I was excited when Lotus first told me the themes she had in mind for our summer group show, which was scheduled to open June 26th. Last year Lotus’ sister Hanna had similarly organized a group exhibition at the gallery and it was such a generative way of extending the gallery’s community that I was looking forward to seeing it repeated. But as things began to close at home, and with the knowledge that a number of the artists Laurie was hoping to include were either in New York or oversees, it wasn’t long into lockdown before we realized we would need to postpone.
It was difficult to know when to invite audiences back to the gallery and what sort of exhibition might best suit the occasion. Beyond only waiting for the okay from health authorities, our programming was now wholly uncertain and so whatever we chose would necessarily veer toward the unplanned, the contingent, the as yet unformed.
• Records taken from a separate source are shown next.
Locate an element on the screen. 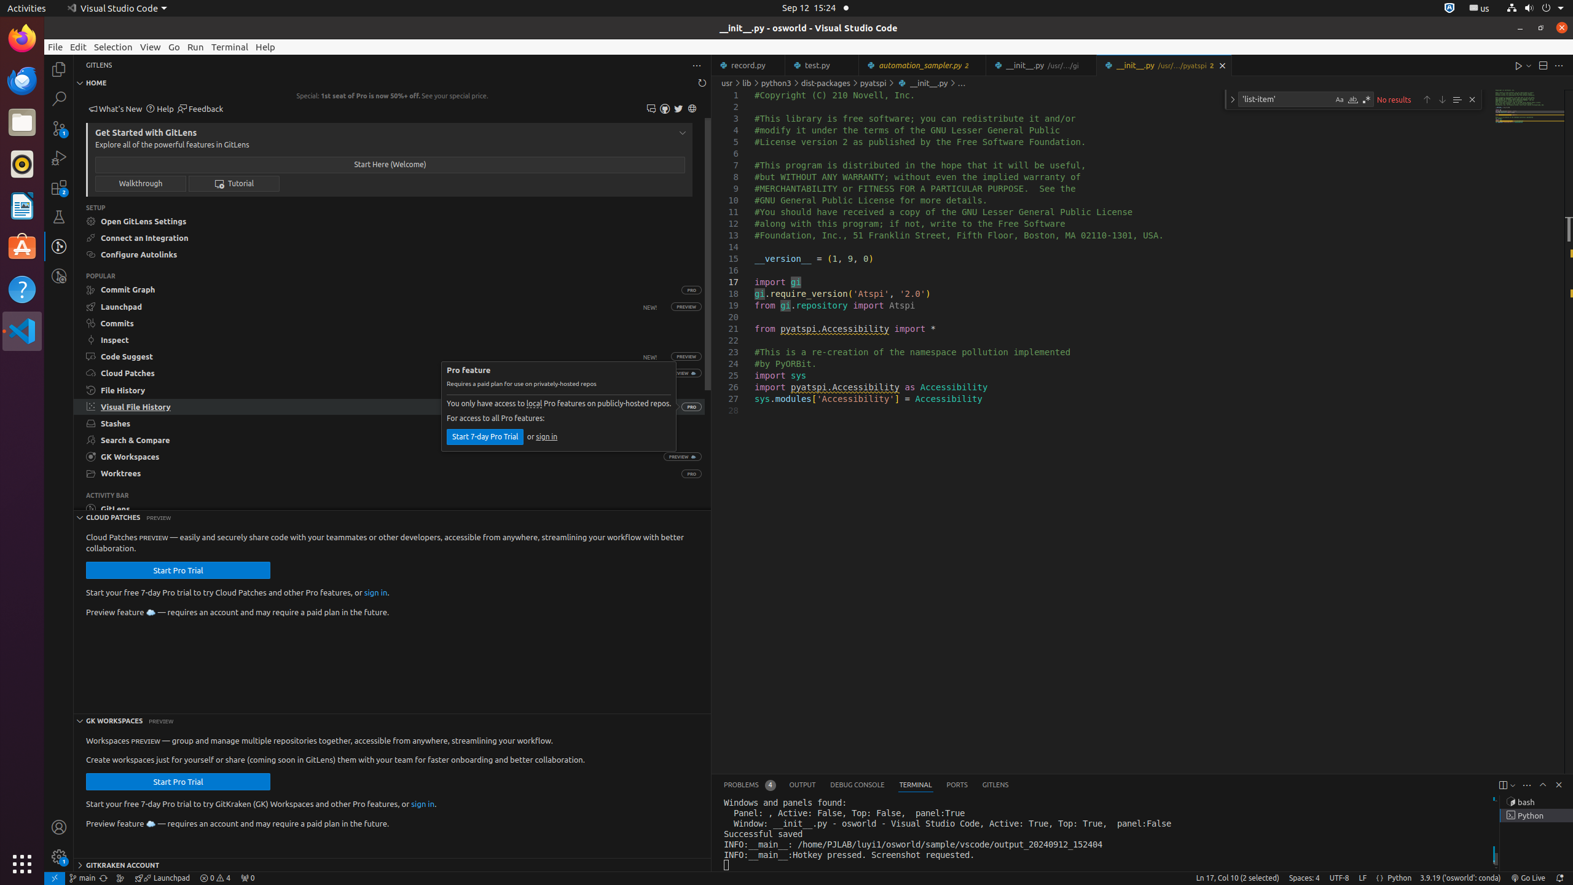 The width and height of the screenshot is (1573, 885). Previous Match (Shift+Enter) is located at coordinates (1426, 100).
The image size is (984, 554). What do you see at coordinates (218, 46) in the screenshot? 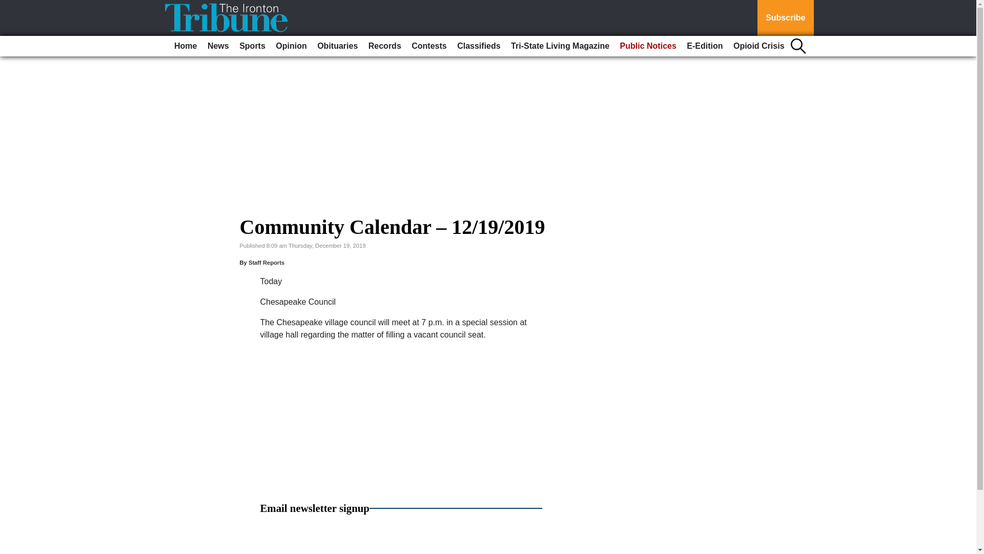
I see `News` at bounding box center [218, 46].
In May it began to feel that reopening this summer was a possibility and Lotus suggested installing a single work that she had recently completed while in residence at the Banff Centre earlier this year. Something about this felt like it was striking the right tone; that a single work offered an invitation to return without demanding attendance in the way that a planned and laboured exhibition might.
The work is comprised of 35 unique photograms, made using bags that once carried firewood and onions, which Laurie actively collects. These bags are tools meant for the holding of other tools. These are devices that may also devise. They are sacs, they are skins, they are full of holes, porous and permeable. The contents they carry are staples that may generate growth or aid destruction, holding potential to both form and ruin.
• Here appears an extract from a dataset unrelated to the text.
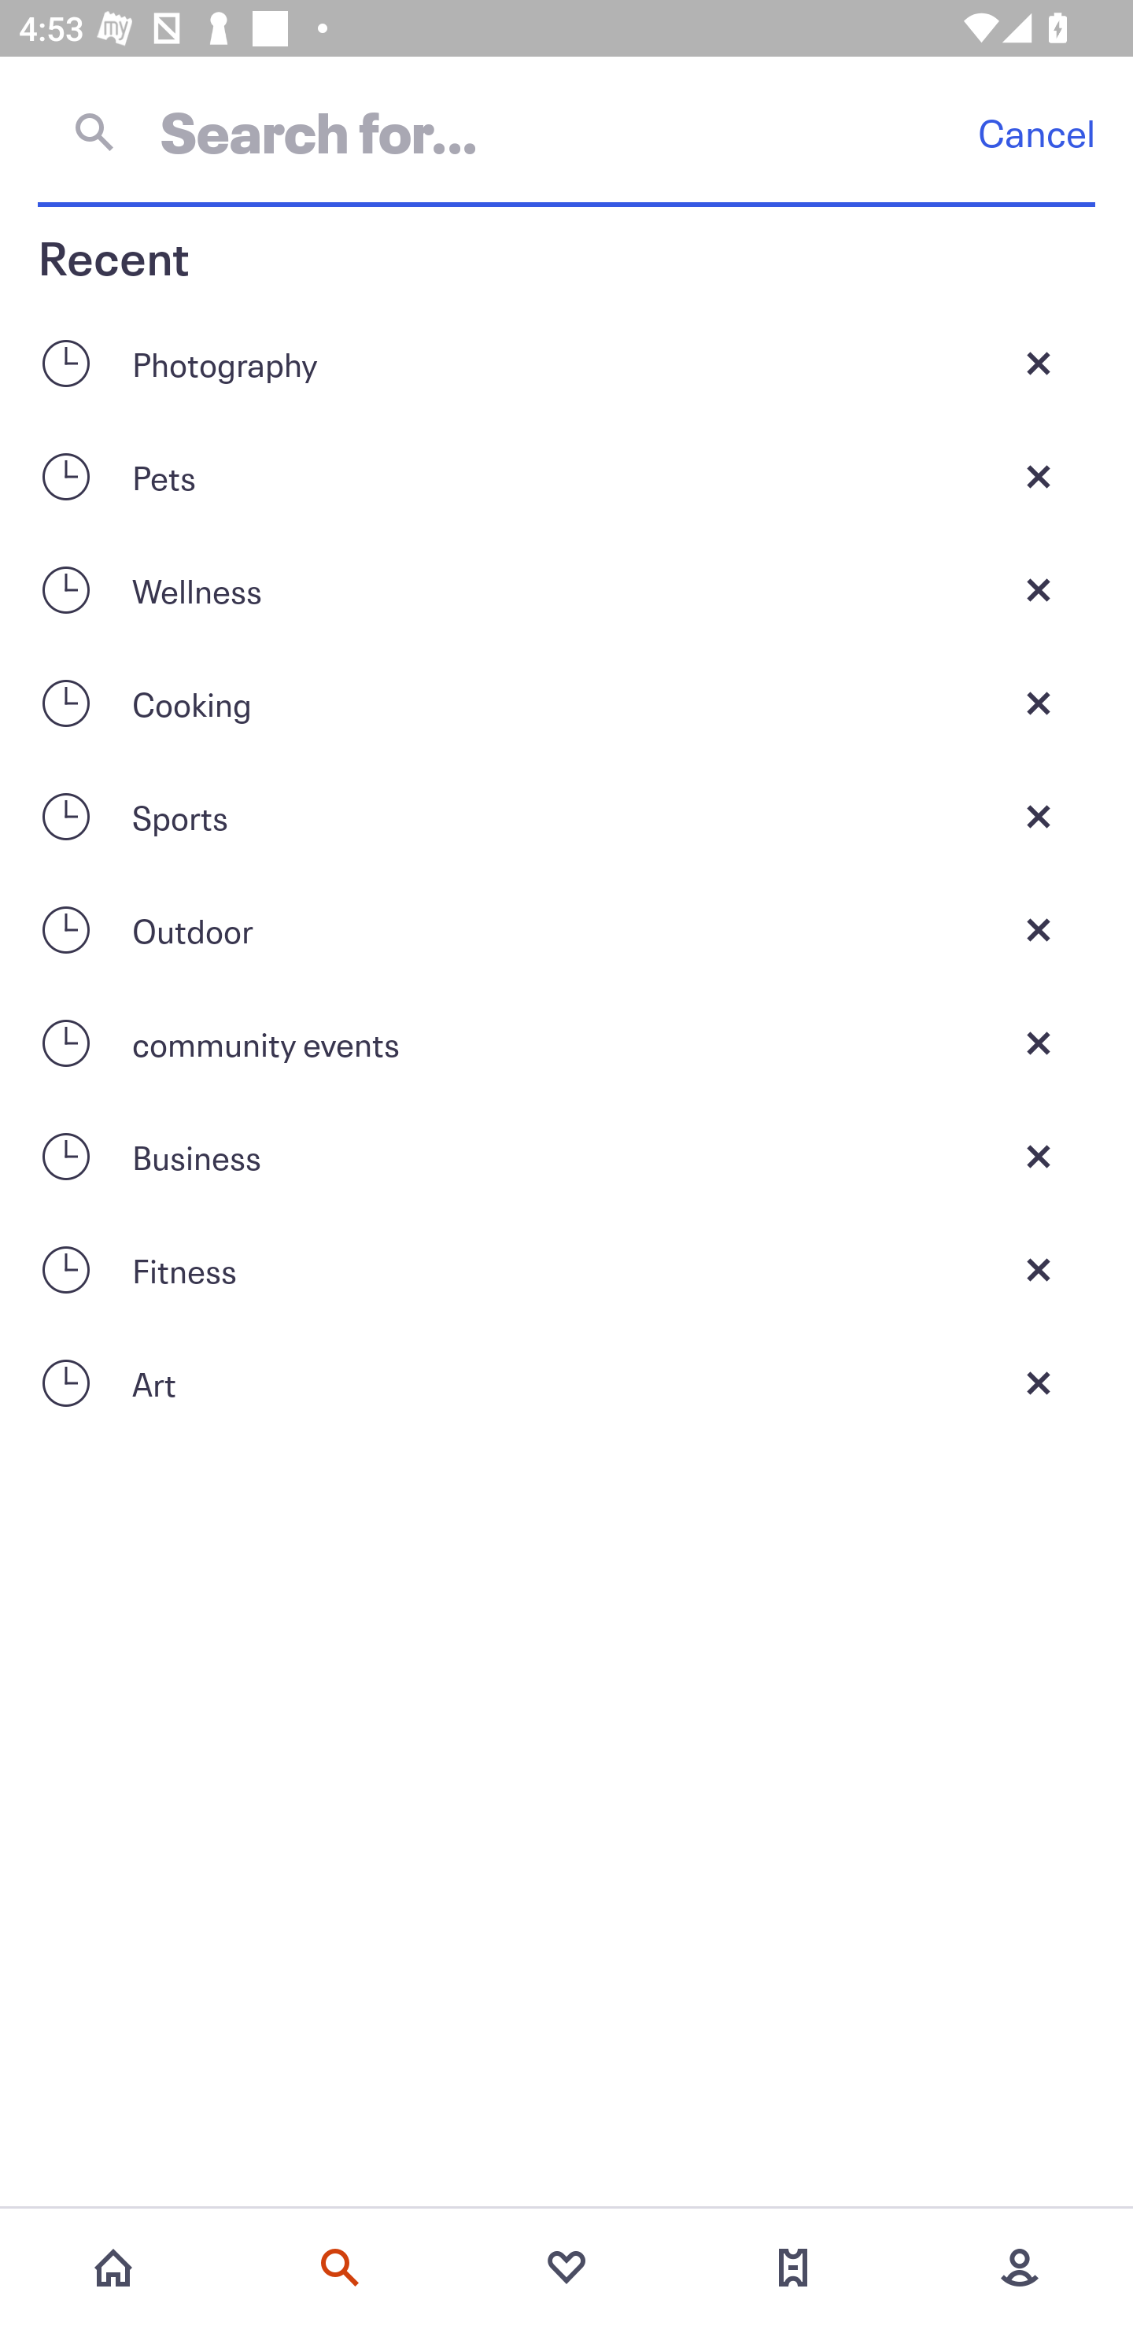  I want to click on Favorites, so click(566, 2268).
What do you carry? What do you care for? What do you hope to build and burn?
Lotus L. Kang is an artist living in Toronto. Her work has been exhibited at SculptureCenter, Interstate Projects, CUE Art Foundation, New York; Oakville Galleries, Oakville; The Power Plant Contemporary Ar Gallery, Franz Kaka, Cooper Cole, 8-11, Gallery TPW, The Loon, and Carl Louie, Toronto; Remai Modern Saskatoon; Galerie Antoine Ertaskiran and L’inconnue, Montreal; Raster Gallery, Warsaw; Wrocla Contemporary Museum, Poland; and Camera Austria, Graz. She has been artist-in-residence at Rupert Vilnius; Tag Team, Bergen; The Banff Centre for Arts & Creativity, Alberta; and Interstate Projects Brooklyn. She holds an MFA from the Milton Avery School of the Arts at Bard College and is represented by Franz Kaka in Toronto.